Local legend even has it that Hendrix’s “Castles made of Sand” was inspired by the ruins of Diabat’s Dar Sultan Palace.

But in reality that track was released in 1967, two years ahead of the star’s Morocco visit.

Still, this song title is triumphant­ly daubed on a wooden plaque nailed to the wall in the litle cafe in Diabat.

Further stories of Hendrix’s Moroccan adventure abound — he criss-crossed the country in a van, tried to buy an island off the Essaouira coast, or even the entire village of Diabat, before retreating behind sandcastle walls.

But there are a few grains of truth buried under those dune-sized myths, if the words of a fellow rock legend are anything to go by.

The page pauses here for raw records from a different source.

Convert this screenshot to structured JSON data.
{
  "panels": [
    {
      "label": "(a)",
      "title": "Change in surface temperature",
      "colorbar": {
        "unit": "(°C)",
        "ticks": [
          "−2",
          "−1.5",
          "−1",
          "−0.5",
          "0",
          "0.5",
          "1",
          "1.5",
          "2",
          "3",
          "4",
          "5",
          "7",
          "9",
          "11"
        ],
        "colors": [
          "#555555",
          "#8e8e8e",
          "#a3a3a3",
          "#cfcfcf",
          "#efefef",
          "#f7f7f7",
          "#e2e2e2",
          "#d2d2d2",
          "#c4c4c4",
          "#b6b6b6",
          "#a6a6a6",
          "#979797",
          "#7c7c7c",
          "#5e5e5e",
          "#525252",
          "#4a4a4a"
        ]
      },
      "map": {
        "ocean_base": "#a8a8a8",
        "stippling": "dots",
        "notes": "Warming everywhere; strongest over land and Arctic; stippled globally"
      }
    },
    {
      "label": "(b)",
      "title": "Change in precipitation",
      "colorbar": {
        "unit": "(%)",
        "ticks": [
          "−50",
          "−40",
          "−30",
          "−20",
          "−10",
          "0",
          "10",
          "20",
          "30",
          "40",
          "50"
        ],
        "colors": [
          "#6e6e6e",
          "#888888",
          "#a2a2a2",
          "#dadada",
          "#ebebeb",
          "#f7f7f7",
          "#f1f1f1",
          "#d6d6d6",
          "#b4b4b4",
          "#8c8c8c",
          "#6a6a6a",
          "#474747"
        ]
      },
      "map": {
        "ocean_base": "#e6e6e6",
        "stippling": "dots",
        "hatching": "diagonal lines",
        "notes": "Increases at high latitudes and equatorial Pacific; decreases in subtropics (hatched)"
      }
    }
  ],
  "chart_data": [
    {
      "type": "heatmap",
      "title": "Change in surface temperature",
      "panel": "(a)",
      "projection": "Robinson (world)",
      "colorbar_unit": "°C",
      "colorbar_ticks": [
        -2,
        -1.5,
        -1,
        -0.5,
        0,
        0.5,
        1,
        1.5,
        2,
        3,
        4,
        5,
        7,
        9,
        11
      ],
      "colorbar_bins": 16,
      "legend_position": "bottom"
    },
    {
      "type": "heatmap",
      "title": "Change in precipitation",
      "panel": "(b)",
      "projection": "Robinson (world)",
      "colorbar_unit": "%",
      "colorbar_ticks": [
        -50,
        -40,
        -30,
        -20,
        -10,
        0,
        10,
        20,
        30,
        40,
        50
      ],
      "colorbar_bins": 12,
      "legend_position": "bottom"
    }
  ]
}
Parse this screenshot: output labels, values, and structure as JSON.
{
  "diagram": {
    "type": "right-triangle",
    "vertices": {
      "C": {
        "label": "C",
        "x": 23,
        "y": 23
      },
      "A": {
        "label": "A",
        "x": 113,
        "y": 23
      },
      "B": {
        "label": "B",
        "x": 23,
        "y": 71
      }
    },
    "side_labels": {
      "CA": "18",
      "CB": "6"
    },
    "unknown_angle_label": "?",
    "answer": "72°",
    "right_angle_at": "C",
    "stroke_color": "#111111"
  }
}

During Hendrix’s Morocco visit there was “stuff going on down there which up to this day has not been solved... there were loads and loads of mystical things” happening, Led Zeppelin lead singer and lyricist Plant said in a podcast last year.

Unlike Brian Jones — founder of the Rolling Stones, who died in 1969 — Plant sought to get closer to the Sahara, going inland to Marrakesh, rather than to the Rif mountains, an area famed for cannabis plantation­s. Stories about Hendrix enchant Abdelhamid Annajar, who sells records in the shadows of Essaouira’s ramparts.

“Many tourists follow in his footsteps and want to know everything,” he said. “There are also those who come to relive the good old times.”

Laurence De Bure, 68, is among those who revel in the nostalgia.

“Everything was crazy at that time,” said the Frenchwoma­n, who spent two months in Essaouira in the early 1970s with a big group of Americans and has been back in town since January.

 ?? Agence France-presse ?? Portraits of US guitarist Jimi Hendrix line the streets in Essaouira, Morocco. Sept.18, 2020, marked his 50th death anniversar­y.
Agence France-presse Portraits of US guitarist Jimi Hendrix line the streets in Essaouira, Morocco. Sept.18, 2020, marked his 50th death anniversar­y.